Reflection on Local Angel Investment From Inside Out
This is a good time to reflect on my experience with locally based angel investment. I just finished with the fourth of our annual angel investment event for my local group based in Eugene and Corvallis, Oregon. I’ve been an investing member since the group — the Willamette Angel Conference, nicknamed (ugh) the WAC — started.
We now have an investment in Cascade ProDrug, using technology developed at our own University of Oregon (based in Eugene, where I live) to help people fight cancer by reducing the toxic effects of chemotherapy. It’s an early stage investment, meaning that it has a long way to go, several years, before it gets through all the testing and makes a difference for people. We like the local connection.
We try to make our investments as convertible debt. We have a standard term sheet as a starting point. We’ve never seen that term sheet survive negotiations all the way through signing, but it’s usually a good start. It’s technically a loan, but nobody wants it to actually be a loan and get paid back. Instead, we all want the company to grow and prosper so that our debt gets converted to stock ownership in a year or two. We do it that way so neither we not the startup have to decide what percentage our money is worth until later, as it grows, and bigger investment follows.
This year we started with more than 30 submissions from startups. After several weeks of due diligence, we narrowed that down to five, of which three were using technologies developed at one or the other of our two big local universities, the University of Oregon and Oregon State University.
We’ve used the gust.com platform to manage our documents, submissions, due diligence, and so forth since our first year, 2009, even before it was renamed and reconfigured. That’s worked out very well for us, which is part of the reason I blog on this site regularly.
After four years of it, I now have small investments in four small local companies. It’s inappropriate for me to make public statements about these companies, but I can summarize by saying that one of the four looks good, one looks bad, one is doing okay, and this most recent one is too soon to tell.
In the meantime, over these four years, I’ve now spent four Springs as a member of a group of people looking in detail at local startups. The activity and the group are part of the benefit. For the most part I like my fellow WAC members and enjoy participating in a team looking at startups. I enjoy the weekly meetings when we spend evenings listening to pitches or sharing the results of our exploration of specific startups. I like the excitement of new companies and large potential and, yes, big dreams.
So is that a good way to invest money, you might ask? Am I happy with what I’ve got for the money I spent? The answer is yes, I am. These are all very high risk investments, meaning that they are all way more likely to lose than to win; but if they do win, they have a long shot at winning big. It’s a hit business, in which one hit pays for all the other losers. I wouldn’t want my life savings put into that kind of investing, but it isn’t.
More importantly, is this a good way to spend time and money? I say yes definitely. Oh, and aside from all this selfishness, I like to think that this activity is also good citizenship, contributing to the attractiveness of this community for startups and people thinking about startups. The availability of our kind of investment is a positive factor.
Gust Launch can set your startup right so its investment ready.
This article is intended for informational purposes only, and doesn't constitute tax, accounting, or legal advice. Everyone's situation is different! For advice in light of your unique circumstances, consult a tax advisor, accountant, or lawyer.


*Work to complete*
When you repeat the entries, reproduce each line exactly and omit every picture.

*** Opening of Records to process ***

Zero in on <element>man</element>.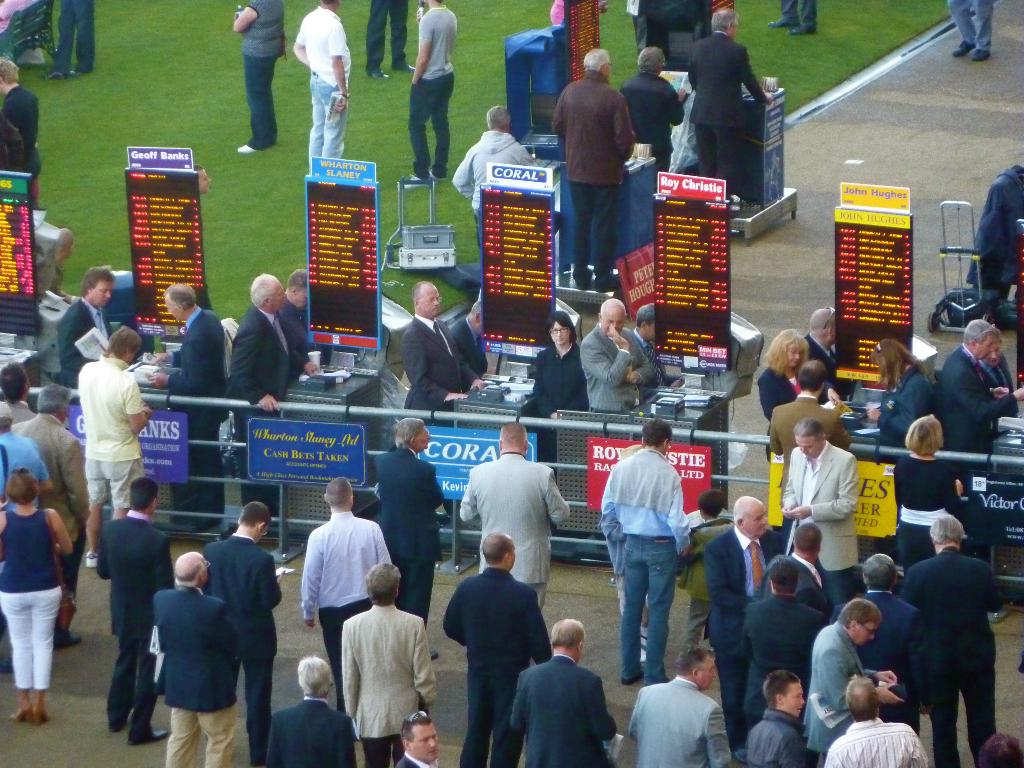
Zeroed in: bbox(397, 0, 459, 194).
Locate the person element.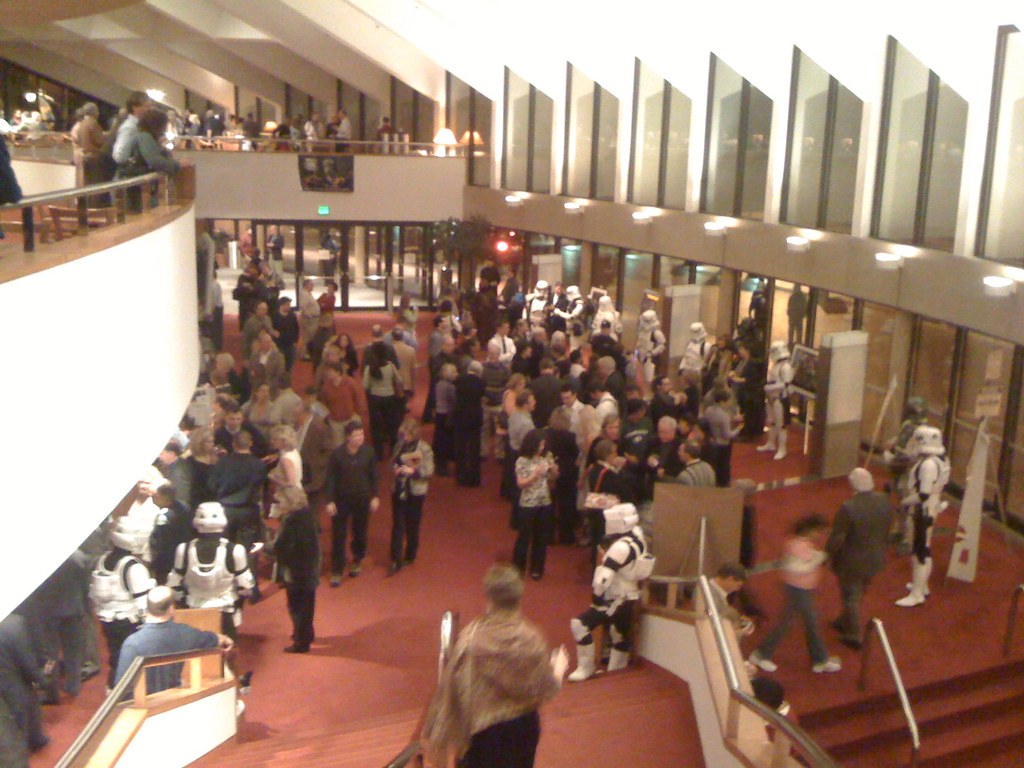
Element bbox: (358, 321, 388, 365).
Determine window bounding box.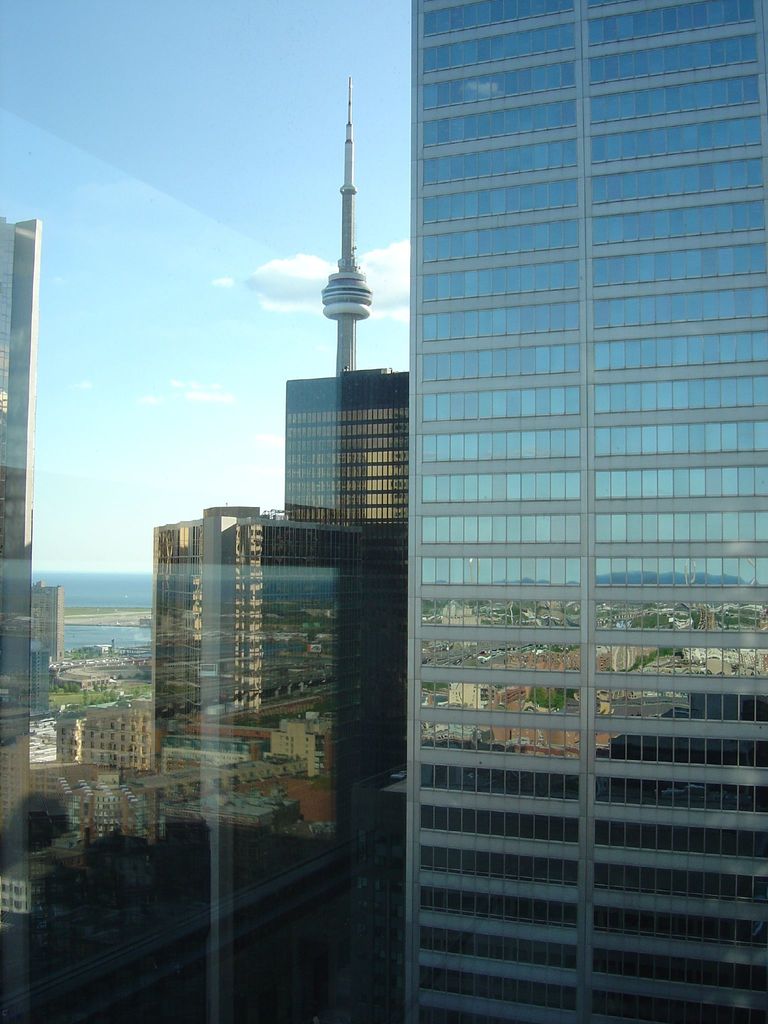
Determined: bbox=(582, 0, 760, 47).
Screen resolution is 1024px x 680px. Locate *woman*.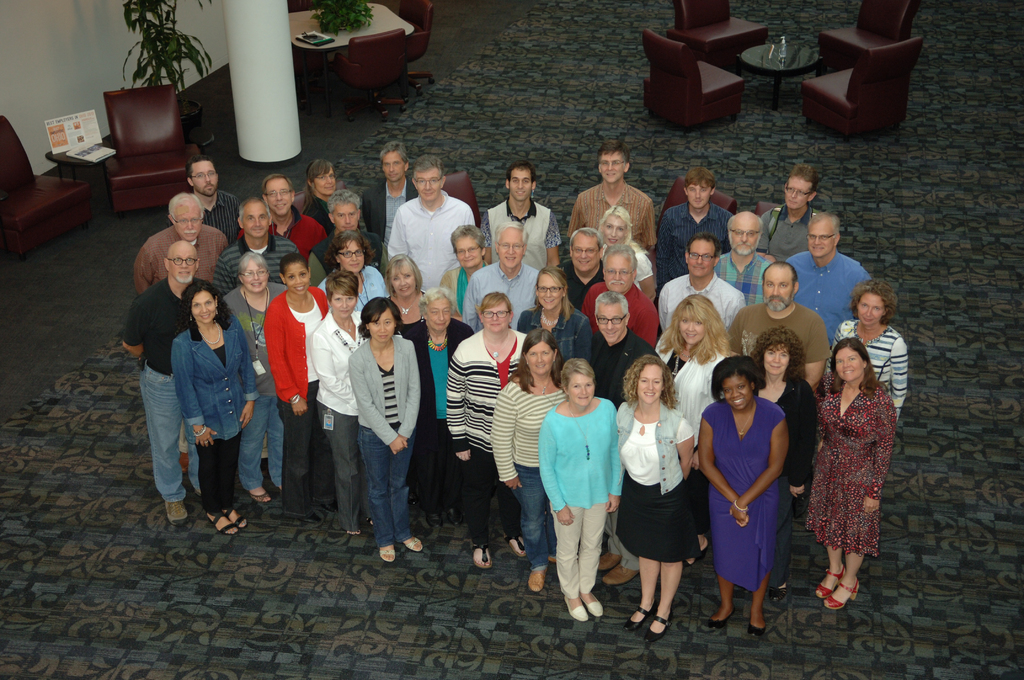
bbox(807, 332, 885, 612).
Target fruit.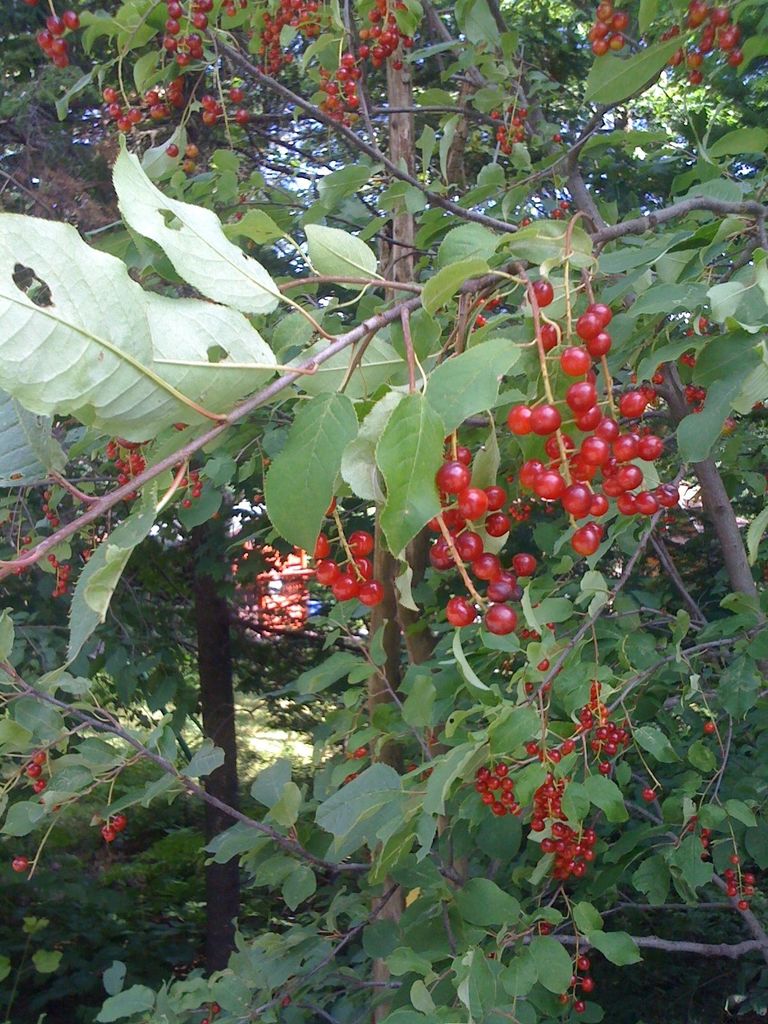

*** Close of Records to process ***

*Response area*
Zero in on <element>man</element>.
Zeroed in: bbox(397, 0, 459, 194).
Locate the person element.
Element bbox: (358, 321, 388, 365).
Determine window bounding box.
Determined: bbox=(582, 0, 760, 47).
Screen resolution is 1024px x 680px. Locate *woman*.
bbox(807, 332, 885, 612).
Target fruit.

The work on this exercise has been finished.